On PBS, some complaints that Obama doesn’t make an “emotional connection” with viewers. On NBC, he is praised for “being cool, showing grace under pressure”.  This is why you can’t judge much by pundits.

Ok, some first impressions.  Notice not a single reference to Ayers, Wright or any personal attacks.  Both candidates stay on policy issues, with some tangential attacks on experience. But no personal character assassination.

SEcond, the McCain mortgage plan buyout is a huge policy initiative – it has to be incredibly costly – but no one seems to be paying attention.  Will the media pick up on this tomorrow?

(CBS is showing their “knowledge poll” of “uncommitted” voters which we know from previous experience is in fact not a panel of uncommitted voters, but of voters who say they may change their mind.)

Third, the impact of the “town hall” format was minimal- it wasn’t as freewheeling as some had hoped.

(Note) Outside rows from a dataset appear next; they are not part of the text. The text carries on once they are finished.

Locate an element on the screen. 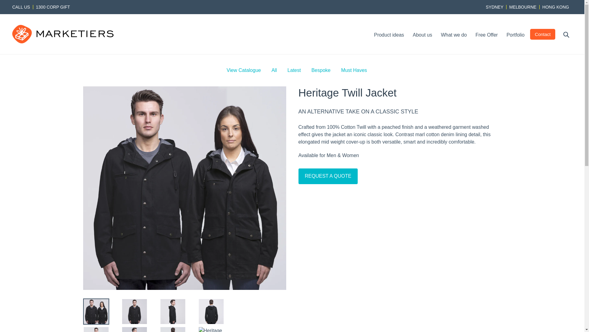  What we do is located at coordinates (454, 35).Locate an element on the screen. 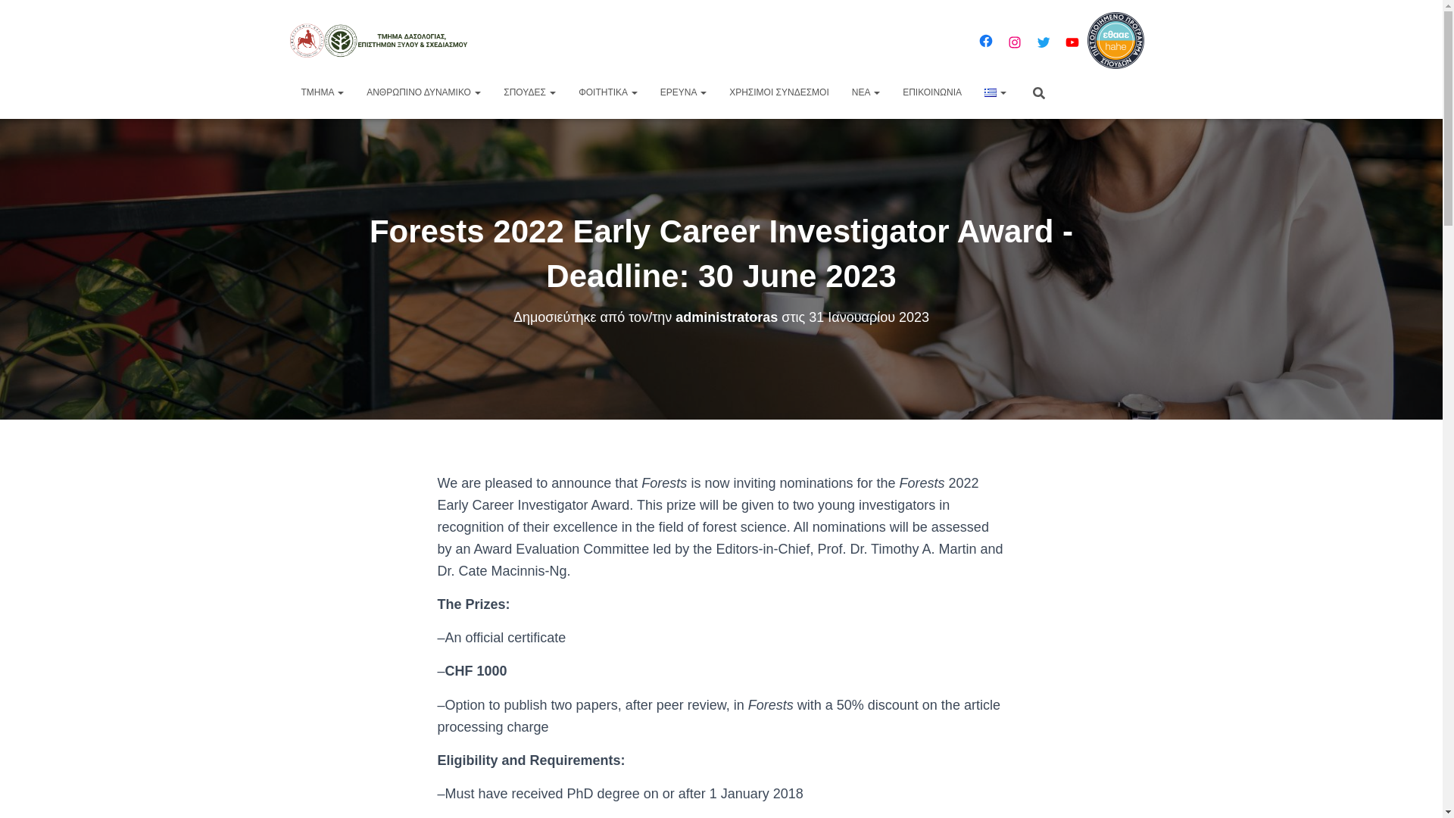 This screenshot has width=1454, height=818. YouTube is located at coordinates (1073, 42).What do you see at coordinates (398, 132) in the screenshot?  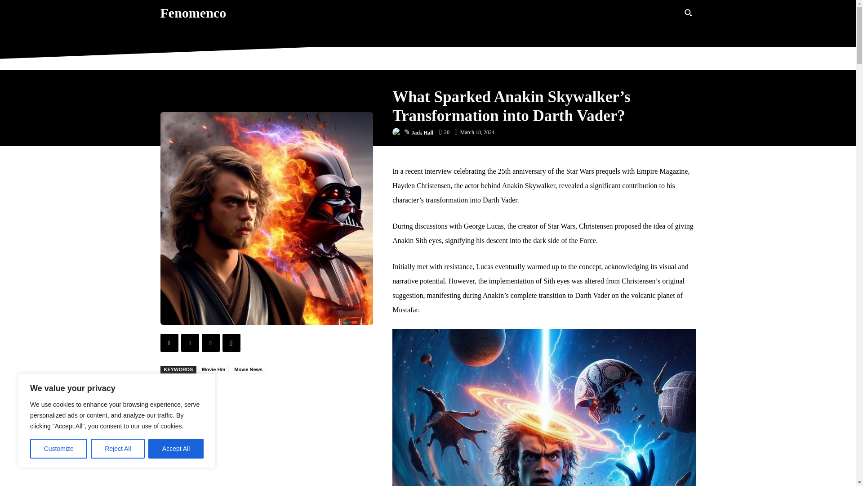 I see `Jack Hall` at bounding box center [398, 132].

Fourth – we really miss Sarah Palin.  Wouldn’t you have rather seen her debate Obama?  I thought so…

Fifth – I’m guessing the audience for this debate was down significantly from the VP debate. Again, this helps Obama, doesn’t help McCain.  McCain’s really facing an uphill battle to overcome the continuing bad economic news – his best bet is to convince voters that he can address these issues. I just don’t think the media is very receptive to his mortgage housing plan.

Ok, I’m signing off. Remember my warnings: cast a critical eye on the post-debat analysis by pundits, focus groups and instant polls. Check the fine print before accepting the conclusions. It’s ok for the media to tell you who “won”, but if you are a faithful reader of this blog, you should be in a good position to scrutinize their claims.  Just because it leads the NYTimes or Washington Post doesn’t make it accurate.

Tomorrow I’ll try to get you up-to-date on the situation in the Electoral College.